Greece protest Image νΚΑ TwitterIn addition to the railway workers, who are striking en masse, thousands of workers and young people mobilised in the squares of dozens of cities / Image: νΚΑ, Twitter

In addition, in the committee for the “investigation of the tragedy”, they appointed Athanasios Zeliaskopoulos, the man who served as President and CEO of TRAINOSE during the period 2010-2015, where the biggest cuts were made and the remote control system stopped working (he eventually resigned a day after his appointment due to an outpouring of rage).

This sordid scheme to cover up the crime must not succeed! Already, the revelations of the dismantling of the railways, but also the insolent government propaganda itself, have caused a tsunami of righteous anger and indignation.

In addition to the railway workers, who are striking en masse, thousands of workers and young people mobilised in the squares of dozens of cities. There were also sit-ins at dozens of schools. On Sunday 5 March, there was a mass rally of 50,000 mostly young people, called by the trade unions of the rail workers, as well as ADEDY (the public workers’ union). The rally would undoubtedly have been larger if the police did not attack it brutally and break it up using teargas. 

Thus, we see before us further evidence of the radicalising consciousness, especially of the youth, who are reacting to the rot, decadence and criminal nature of the capitalist system, as well as the government and the state that represent it.

This combative mood, however, is unfortunately undermined, first of all, by the passive attitude of the SYRIZA leadership. Feeling its co-responsibility as the pioneer of privatisation in 2017, it follows a shameless policy of "silent mourning", behind which the government tries to avoid the blows of popular anger. Moreover, for its part, the leadership of the KKE once again split the mobilisations, refusing to coordinate with the other forces in the labour movement and the youth, and thus, with the help of the sectarian organisations calling rallies of their own, do everything in their power to fragment and tire the movement out prematurely, with hasty, disorganised and fragmented calls to action.

But the enormous social impact of this issue, as well as the magnitude of the effect of this crime on the consciousness of workers and youth, require the best possible coordination and the greatest possible unity of all of the forces in struggle.

  • No to the ‘silent protest’, which is convenient for covering up the crime of Tempi! No common mourning with those responsible for the crime! For a massive and militant struggle to punish the guilty!
  • For an independent investigation by the unions representing workers on the railways, and other unions, in collaboration with specialists and lawyers under the authority of the labour movement, to publish a truly objective conclusion on the causes of the bloody tragedy and identify those responsible!
  • No to fragmented and disorganised mobilisations!
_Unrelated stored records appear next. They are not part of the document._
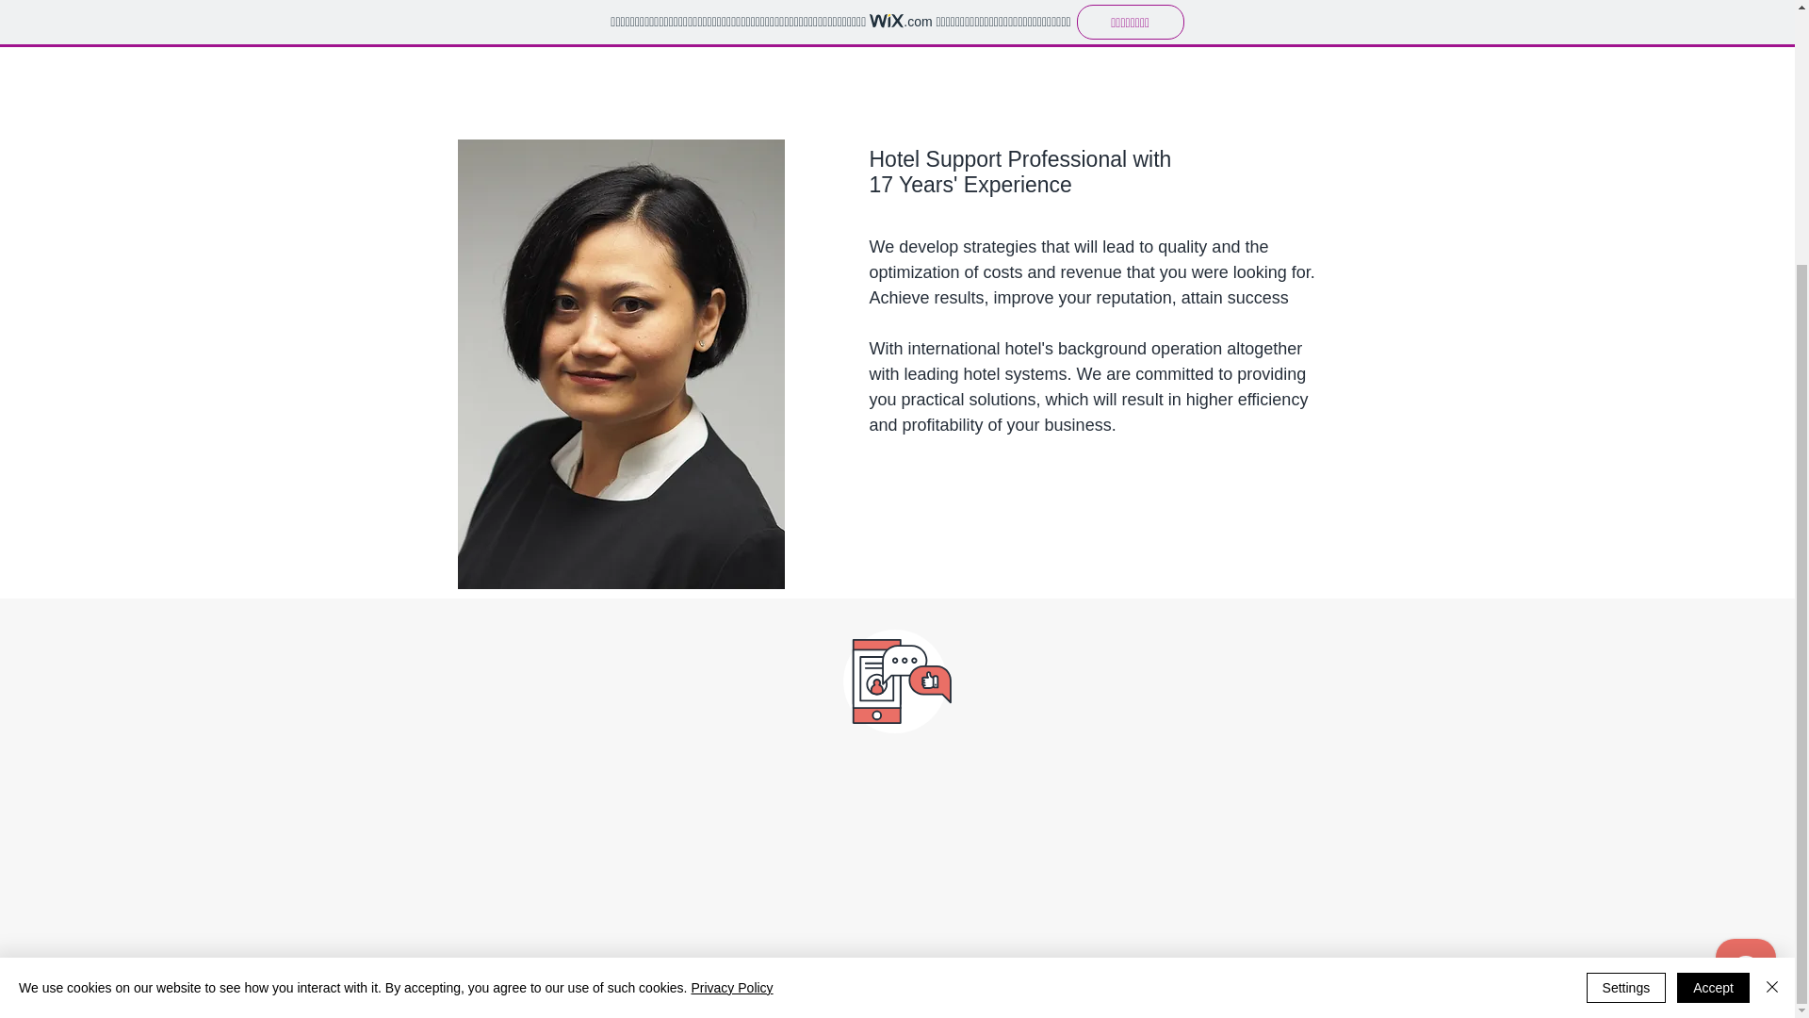  I want to click on Settings, so click(1626, 643).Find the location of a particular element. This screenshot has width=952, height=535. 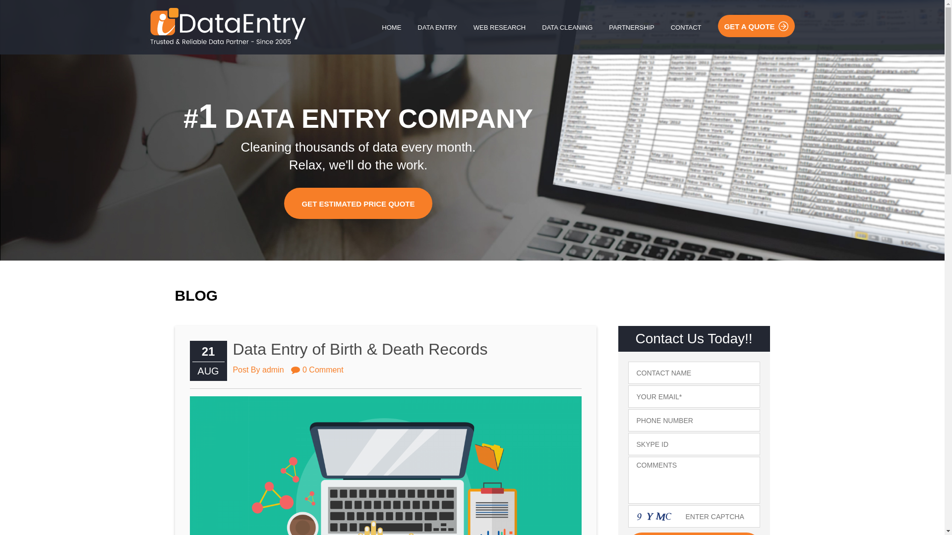

GET ESTIMATED PRICE QUOTE is located at coordinates (358, 203).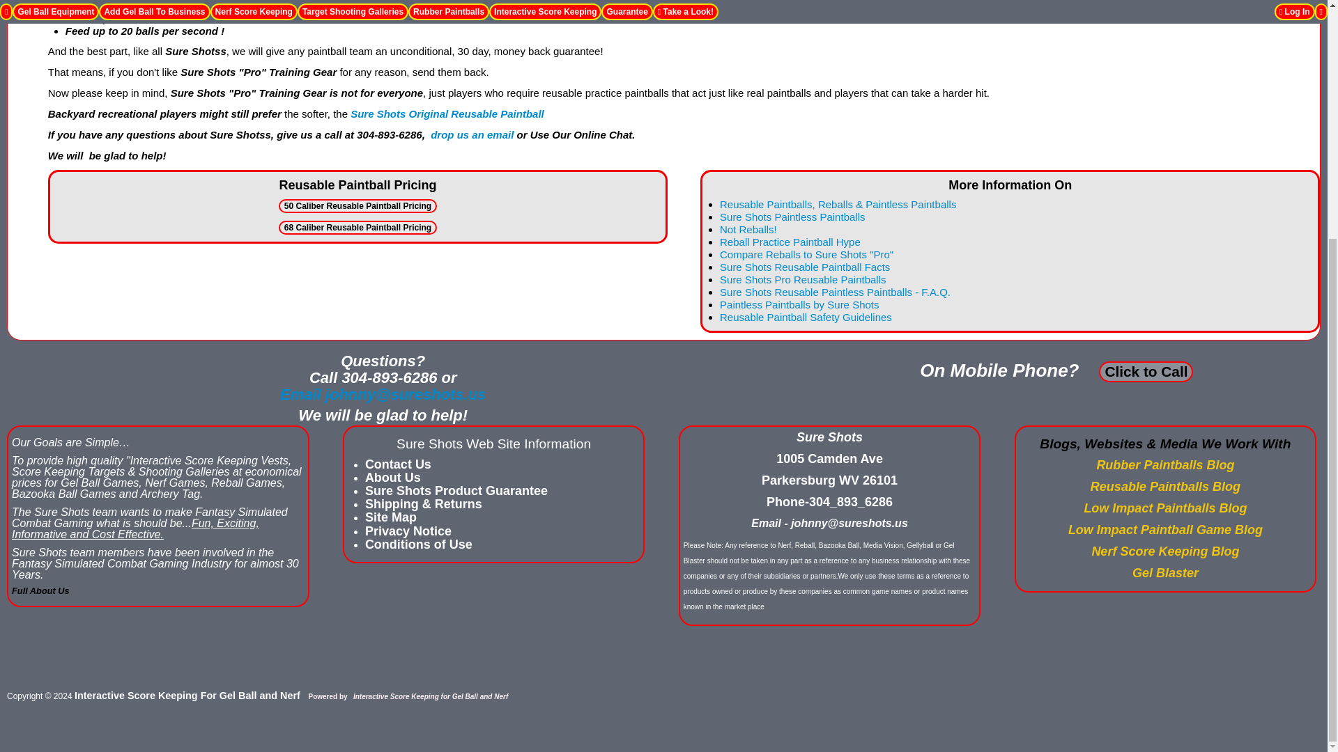 Image resolution: width=1338 pixels, height=752 pixels. What do you see at coordinates (1145, 372) in the screenshot?
I see `Click to Call` at bounding box center [1145, 372].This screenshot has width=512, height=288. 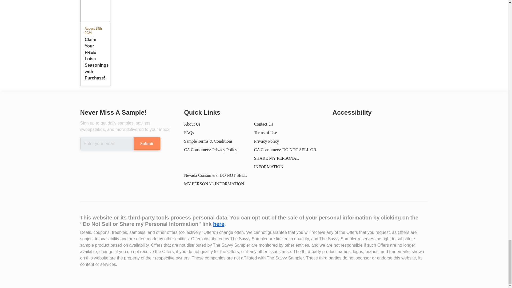 I want to click on Terms of Use, so click(x=265, y=133).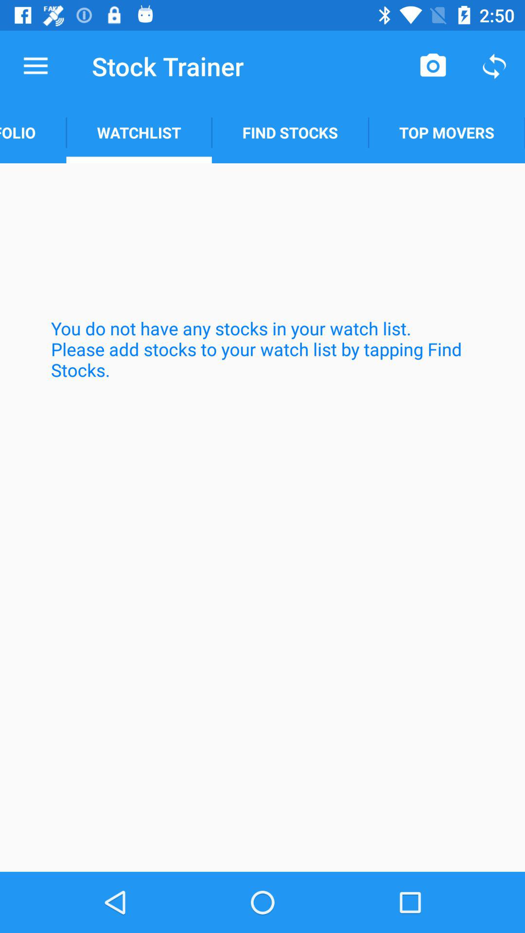 The width and height of the screenshot is (525, 933). What do you see at coordinates (139, 132) in the screenshot?
I see `select app to the left of the find stocks icon` at bounding box center [139, 132].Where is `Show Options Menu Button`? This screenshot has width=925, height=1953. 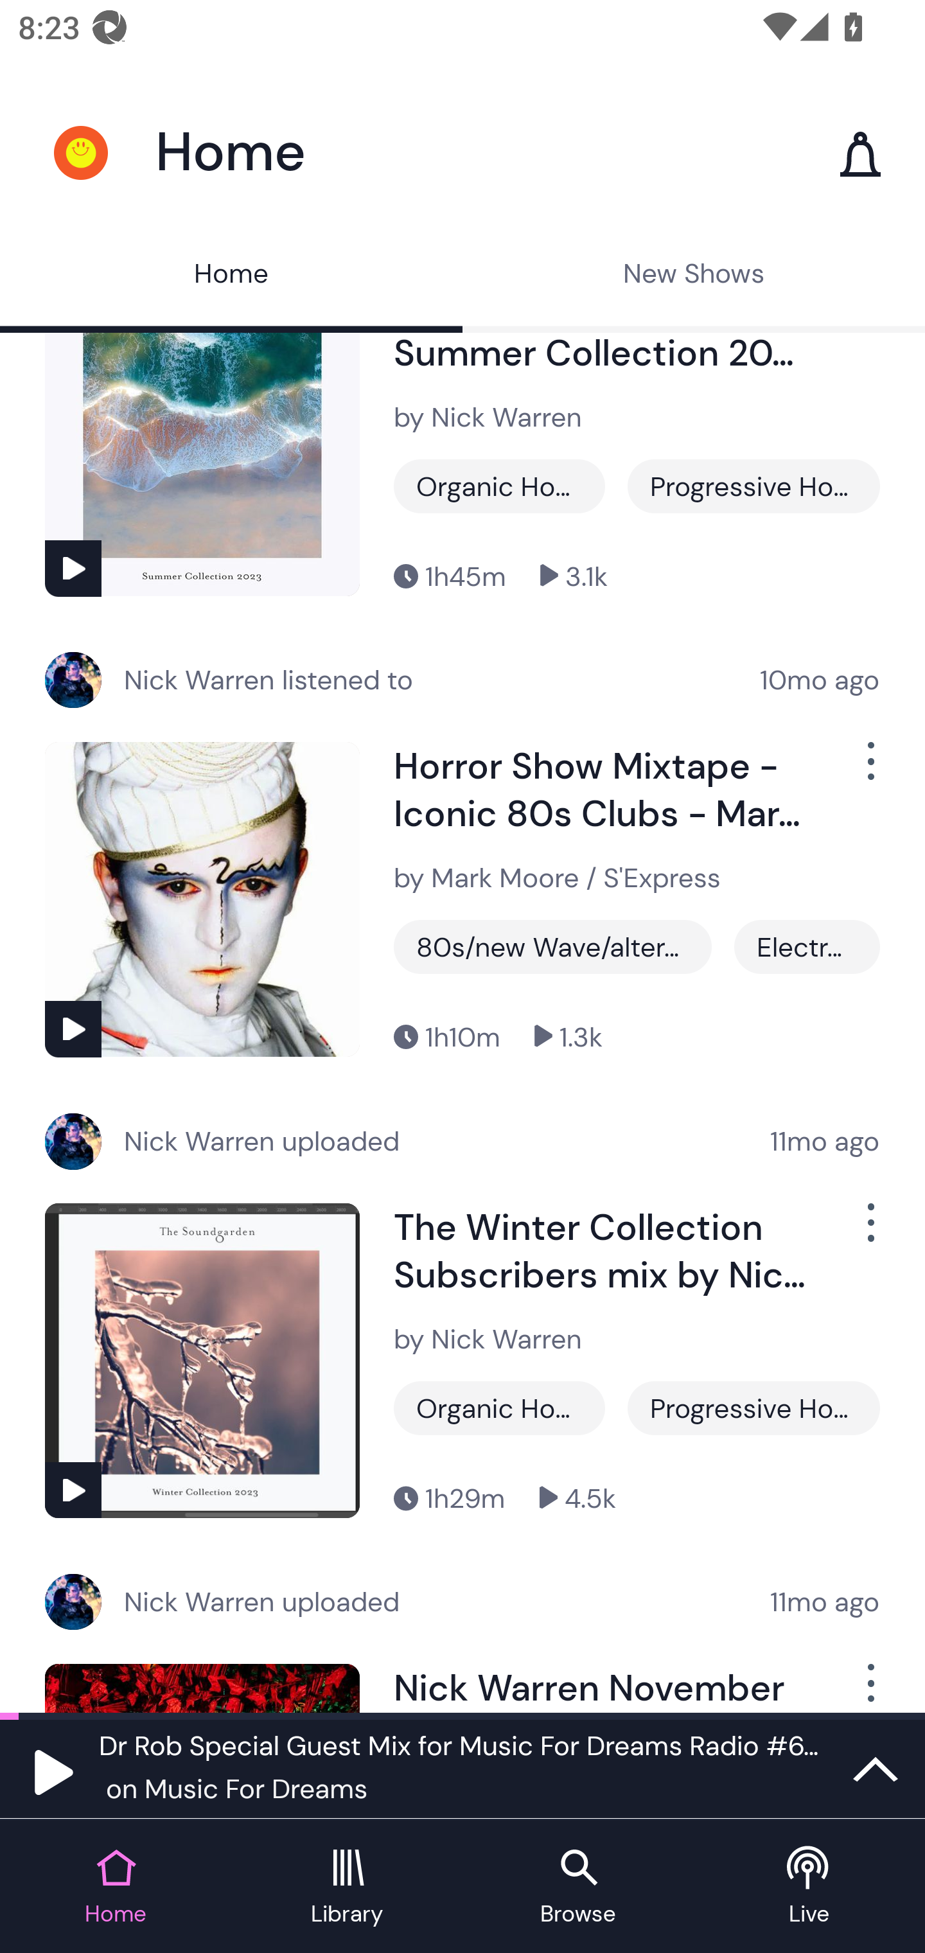
Show Options Menu Button is located at coordinates (868, 1232).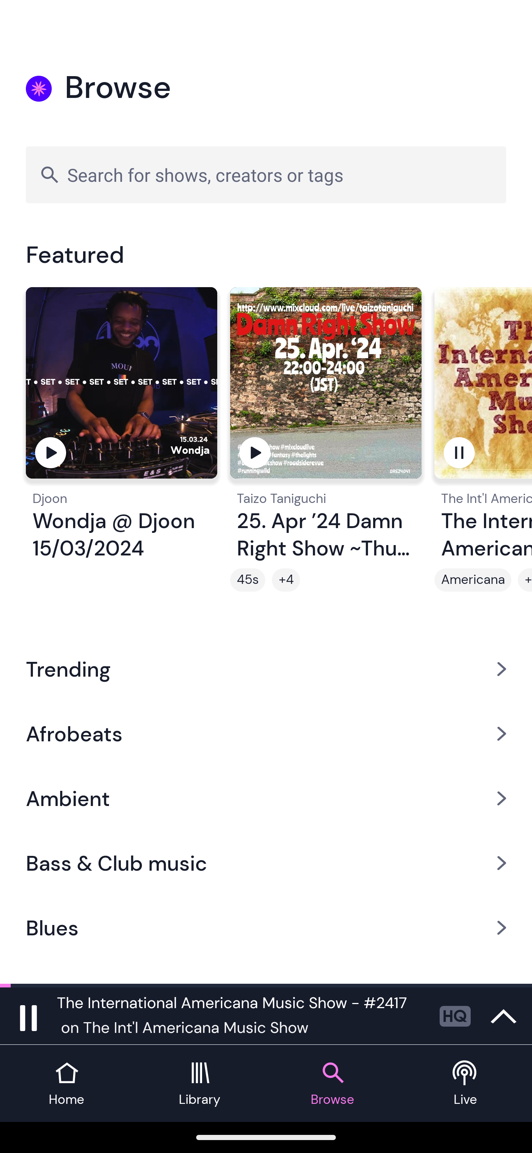 This screenshot has height=1153, width=532. What do you see at coordinates (266, 798) in the screenshot?
I see `Ambient` at bounding box center [266, 798].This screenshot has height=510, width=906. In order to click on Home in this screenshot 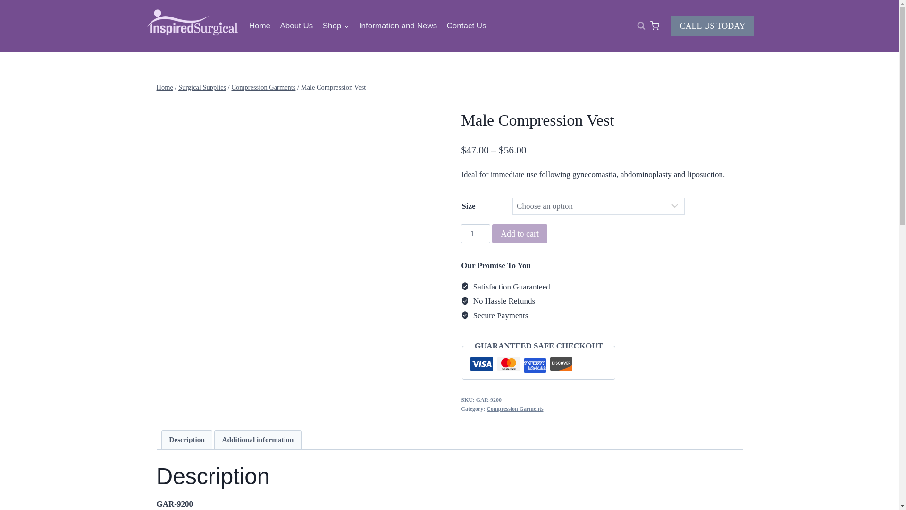, I will do `click(259, 25)`.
For joint preparation by all the mass organisations of the labour movement, the youth and the left, of a 48-hour general strike in the next few days, with the creation of committees of struggle in every workplace, neighbourhood, school and faculty, building towards a central nationwide coordination!
  • A continuous struggle must be built for and waged until the corrupt right-wing ND government is overthrown! For the election of a labour government that will re-nationalise rail transport, under workers’ control!